The document released last month included three more priorities for the fiscal year: sex discrimination in athletic programs, racial discrimination in college admissions and financial-aid programs, and “appropriate identification” of special populations of children, such as “crack babies” and homeless children, for special education.

Although the strategy document called for targeting discrimination in financial aid, it did not specifically mention Mr. Williams’ controversial statement, made at about the same time last month, that college scholarships available only to students of a particular race are illegally discriminatory. The Bush Administration subsequently moved away from that stand after it spurred a firestorm of criticism from civil-rights and higher-education groups. (See story, page 1.)

In the fiscal year that begins next October, Mr. Williams said, he plans to focus on the overrepresentation of minority students in special education, sexual harassment of students, school-assignment practices that result in segregation, race discrimination in student discipline, and equal opportunity for minority and women students to participate in science courses.

Mr. Williams said the o.c.r. would pursue these issues by issuing policy statements and providing guidance and training to its enforcement staff, publicizing its policies and investigations and offering assistance to schools and colleges, and focusing its compliance reviews on those themes.

In the past, he said, compliance reviews--probes initiated by the agency without a specific complaint--were launched mainly at the discretion of regional-office staff members. In the future, however, they will be focused on priority issues as set by the central office.

The strategy document stresses the need to devote more agency resources to monitoring “corrective-action plans” in cases that have been settled with agreements under which the institutions involved promise to correct violations.

Monitoring activities, the document says, have the same high priority as complaint investigations, and “are not to be reduced in order to carry out any other regional activity.”

The o.c.r. has frequently been criticized for failing to ensure compliance with such agreements. For example, a group of parents in Tucson, Ariz., has asked a federal judge to force compliance with a 15-year-old anti-discrmination agreement between the local school district and the o.c.r. that, the parents contend, the agency has done nothing to enforce. (See story, page 16.)

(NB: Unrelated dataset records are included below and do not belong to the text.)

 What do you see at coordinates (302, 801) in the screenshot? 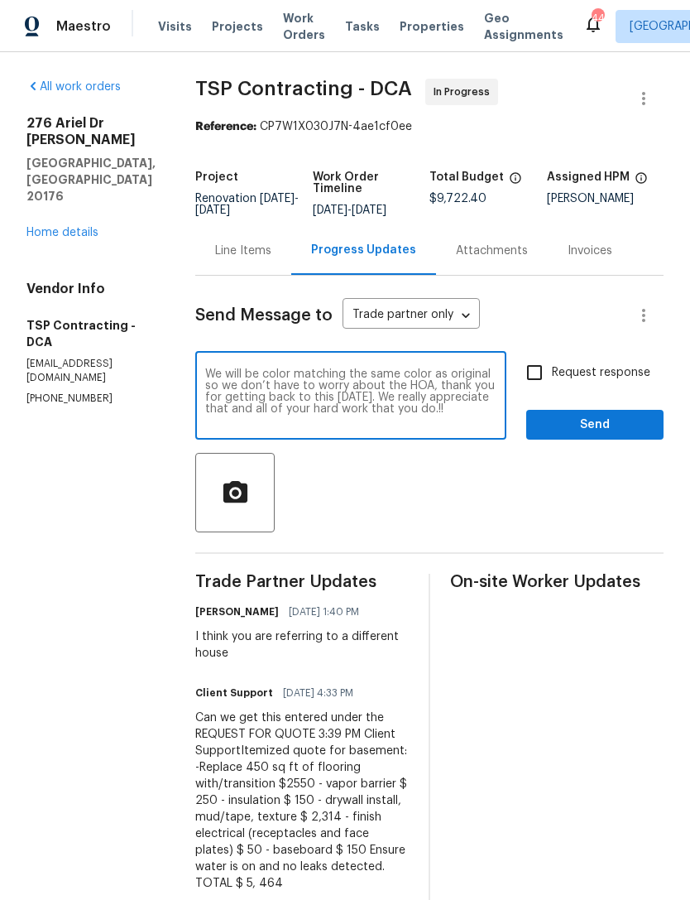
I see `div: Can we get this entered under the REQUEST FOR QUOTE 3:39 PM Client SupportItemized quote for base...` at bounding box center [302, 801]. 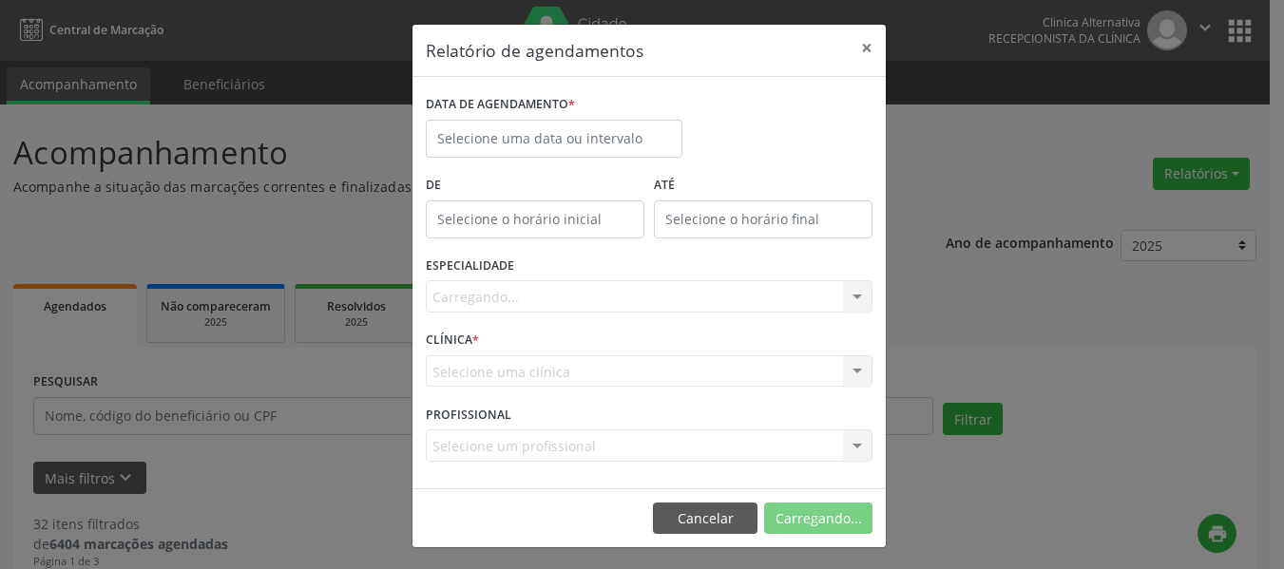 What do you see at coordinates (469, 414) in the screenshot?
I see `label: PROFISSIONAL` at bounding box center [469, 414].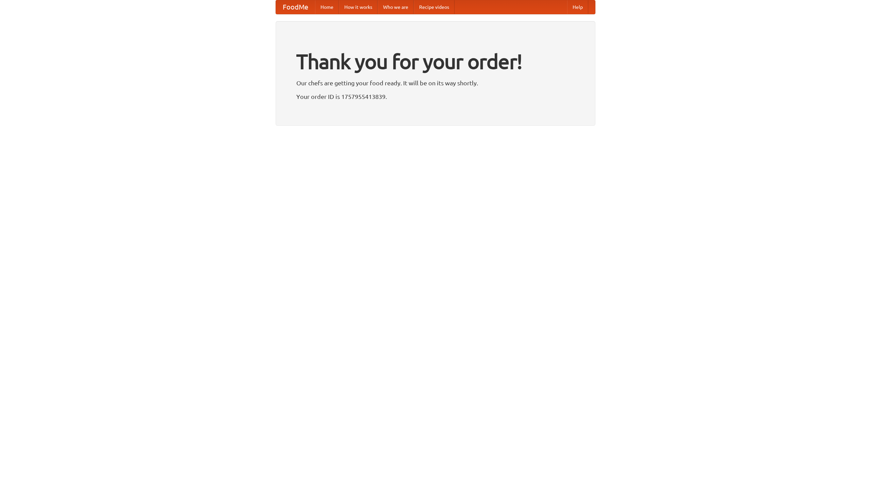  I want to click on a: FoodMe, so click(295, 7).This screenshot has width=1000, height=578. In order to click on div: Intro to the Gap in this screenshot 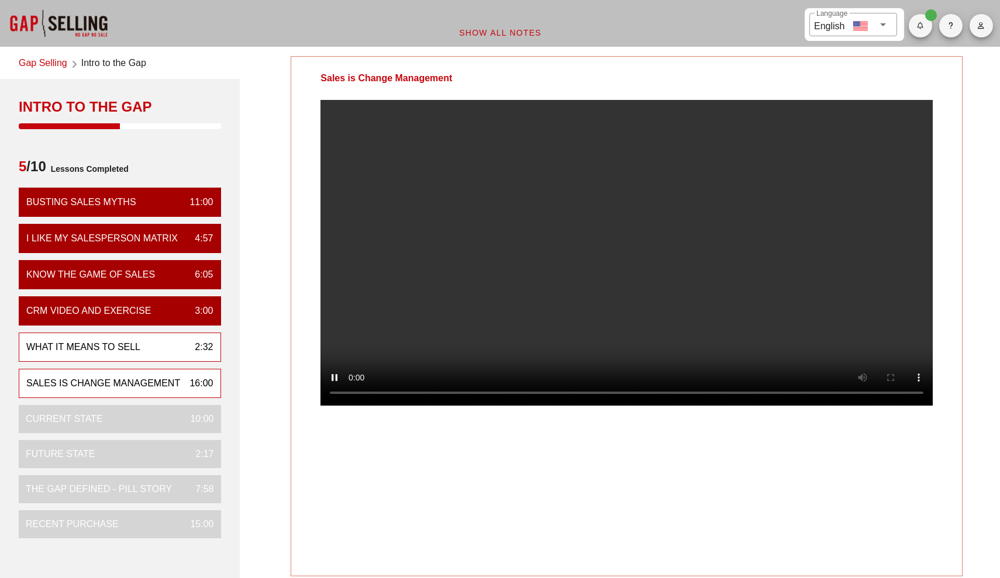, I will do `click(120, 107)`.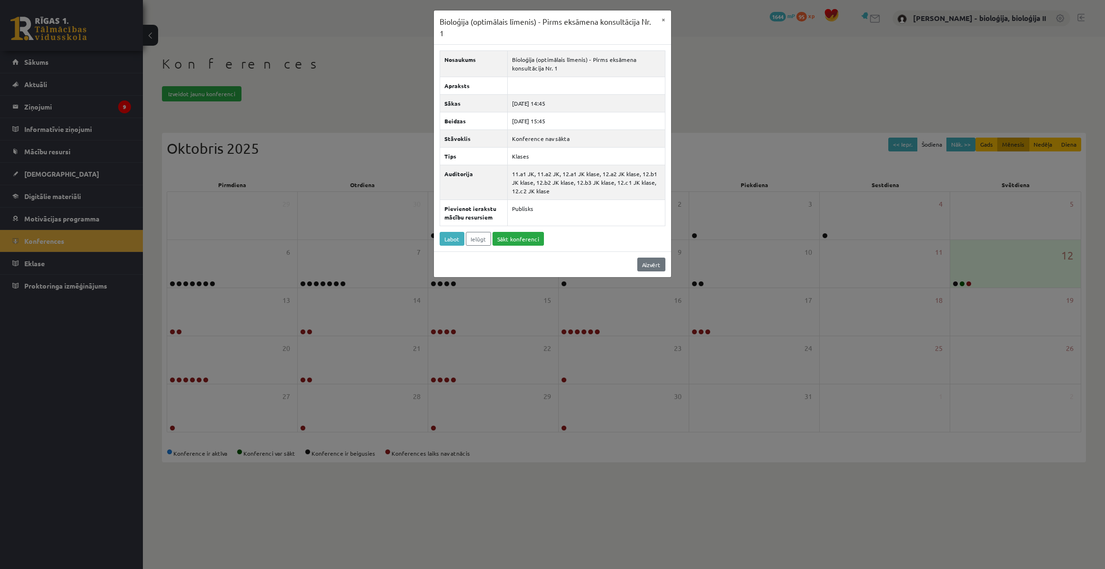 This screenshot has height=569, width=1105. Describe the element at coordinates (586, 156) in the screenshot. I see `td: Klases` at that location.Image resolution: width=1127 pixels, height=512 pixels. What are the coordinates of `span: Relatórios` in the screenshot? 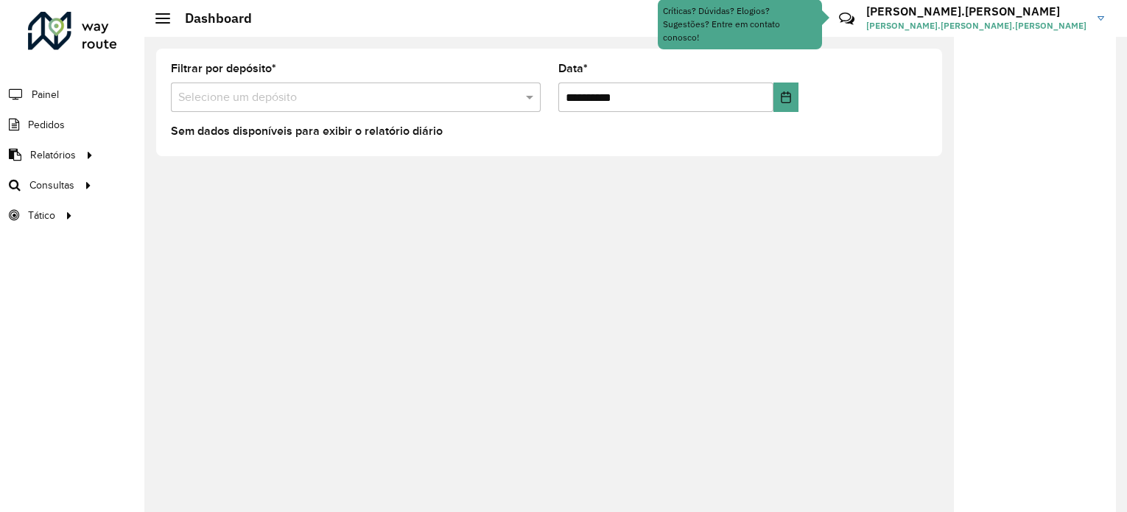 It's located at (53, 155). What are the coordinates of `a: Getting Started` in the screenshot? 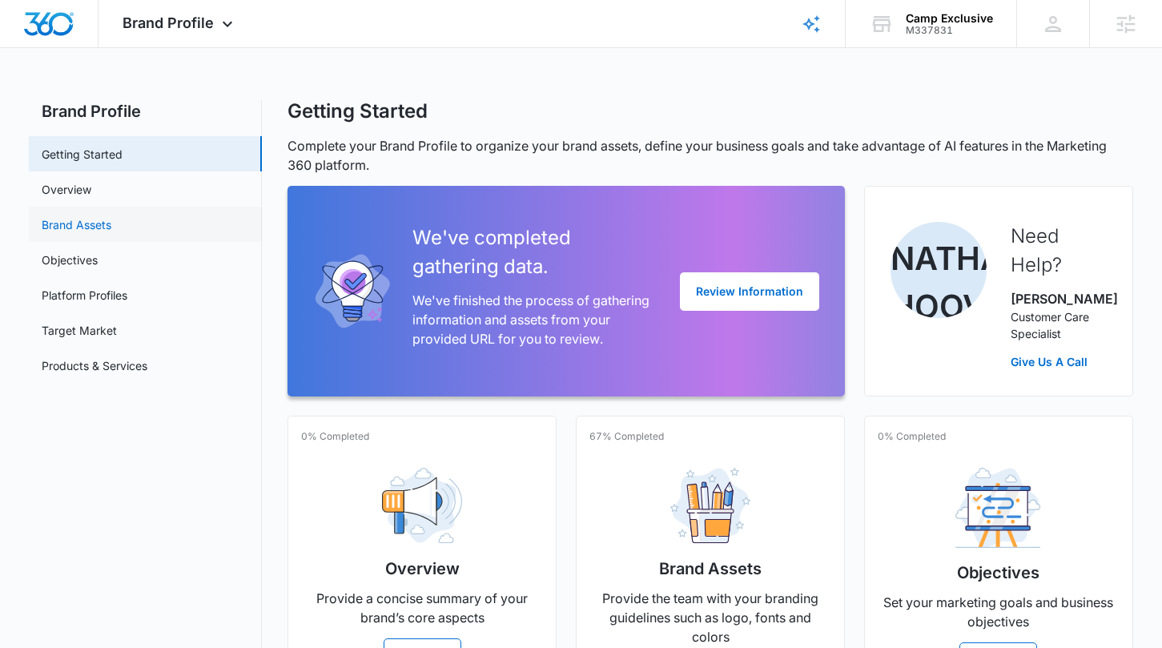 It's located at (82, 154).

The enforcement strategy also promises that the o.c.r. will:

Continue to meet deadlines set by a federal judge many years ago for investigating complaints, despite the dismissal of the judge’s order last year.

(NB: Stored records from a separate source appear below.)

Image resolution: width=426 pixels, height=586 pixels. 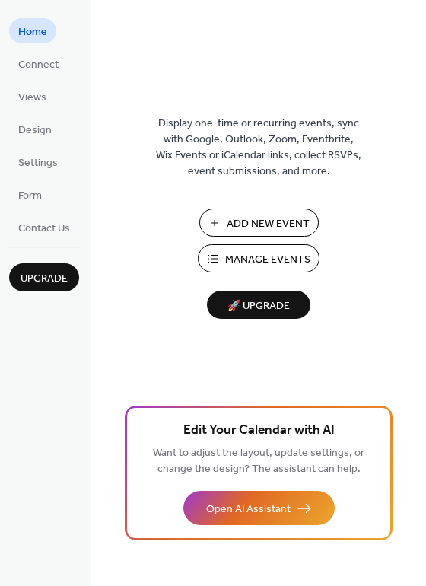 I want to click on span: Want to adjust the layout, update settings, or change the design? The assistant can help., so click(x=259, y=461).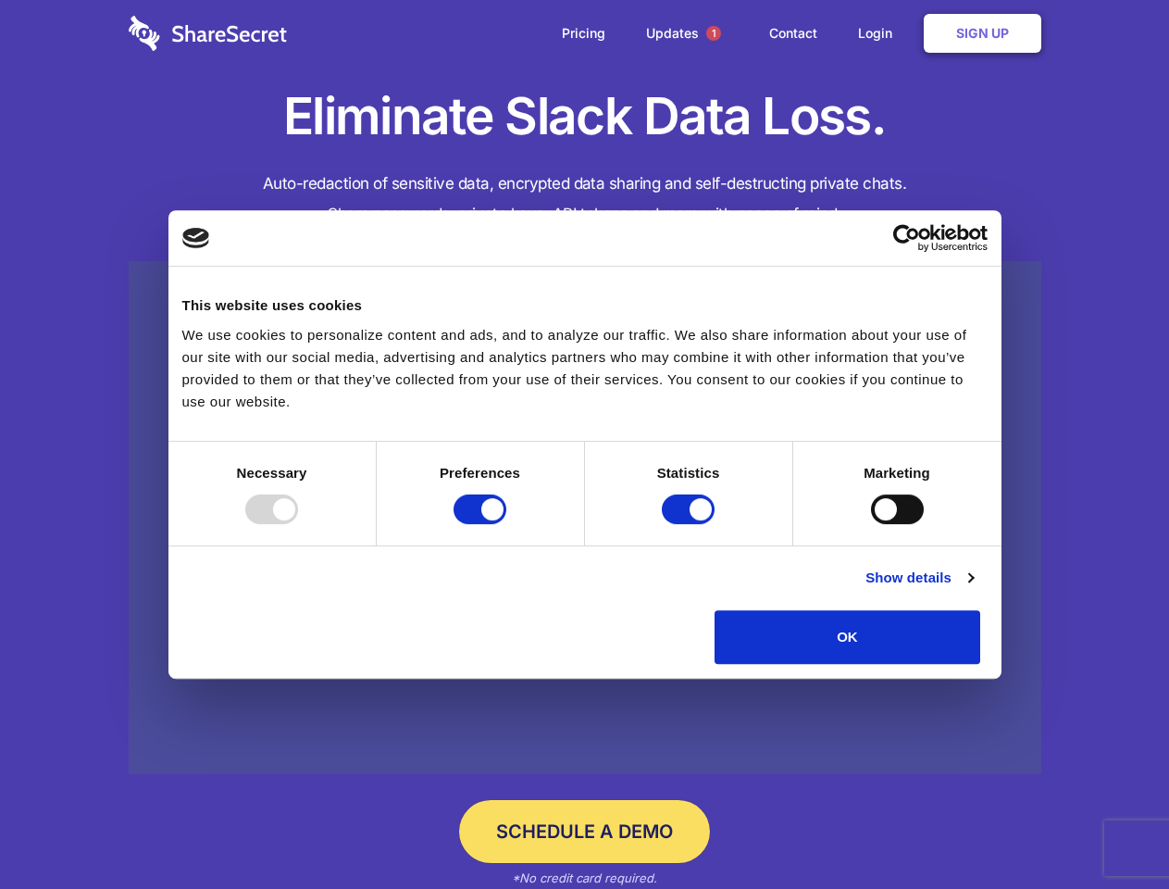  What do you see at coordinates (906, 238) in the screenshot?
I see `a: Usercentrics Cookiebot - opens in a new window` at bounding box center [906, 238].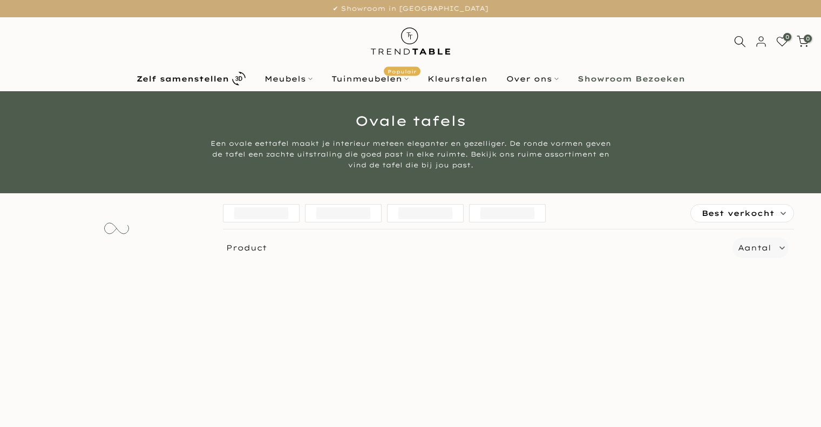 Image resolution: width=821 pixels, height=427 pixels. Describe the element at coordinates (190, 78) in the screenshot. I see `a: Zelf samenstellen` at that location.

Consider shifting responsibility for certain states among regional offices to equalize their workload, as well as “restructuring” the Washington staff.

Issue policy statements on parental-choice plans, on a “case-by-case basis,” that “define the civil-rights responsibilities” of districts and state agencies implementing such programs.

Publicize the agency’s policy on attention-deficit disorder. The issue became prominent last year when some advocates tried unsuccessfully to persuade the Congress to specifically define the disorder as a handicapping condition eligible for special-education aid under the Education of the Handicapped Act.

The o.c.r. determines on an individual basis whether the disorder constitutes a handicapping condition triggering protection of civil-rights laws, according to the strategy document.

Issue internal guidelines defining when a complaint can be resolved by persuading the school or college to take corrective action before a violation is formally noted--a practice that has been criticized by civil-rights advocates.

Establish a quality-review process to examine the investigatory and monitoring work done by the agency’s regional offices and the effect of o.c.r. policies on that work.